Tutu (r) with fellow staff members of the Pretoria Bantu Normal College in 1961 (Source: BBC)

… He served as bishop of Lesotho from 1976-78, assistant bishop of Johannesburg and rector of a parish in Soweto, before his appointment as bishop of Johannesburg. It was as a dean that he first began to raise his voice against injustice in South Africa and again from 1977 onwards as general secretary of the South African Council of Churches. Already a high-profile figure before the 1976 rebellion in black townships, it was in the months before the Soweto violence that he first became known to white South Africans as a campaigner for reform.

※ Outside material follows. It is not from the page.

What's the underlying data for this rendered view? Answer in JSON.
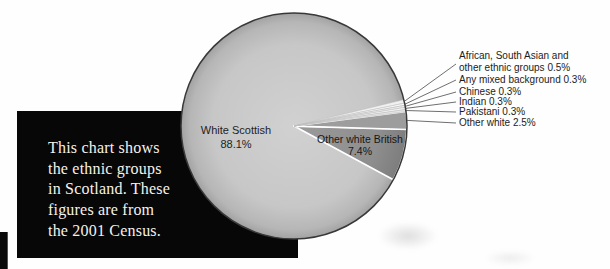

His efforts saw him awarded the Nobel Peace Prize in 1984As head of the Anglican Church in South Africa, he continued to campaign actively against apartheid. In March 1988, he declared: “We refuse to be treated as the doormat for the government to wipe its jackboots on.”

He was never afraid to voice his opinions. In April 1989, when he went to Birmingham in the UK, he criticised what he termed “two-nation” Britain, and said there were too many black people in the country’s prisons. 

Later he angered the Israelis when, during a Christmas pilgrimage to the Holy Land, he compared black South Africans with the Arabs in the occupied West Bank and Gaza. He said he could not understand how people who had suffered as the Jews had, could inflict such suffering on the Palestinians.

Desmond Tutu and Nelson Mandela just after Nelson Mandela’s release from prison (Source: the Nelson Mandela Foundation)

… In November 1995, Mandela, by then South Africa’s president, asked Tutu to head a Truth and Reconciliation Commission, with the task of gathering evidence of apartheid-era crimes and recommending whether people confessing their involvement should receive amnesty. At the end of the commission’s inquiry, Tutu attacked South Africa’s former white leaders, saying most of them had lied in their testimony. The commission also accused the ANC of committing human rights abuses during its fight against apartheid. Both sides rejected the report.

… A small man, “the Arch”, as he was known, was gregarious and ebullient, emanating a spirit of joy despite his intense sense of mission.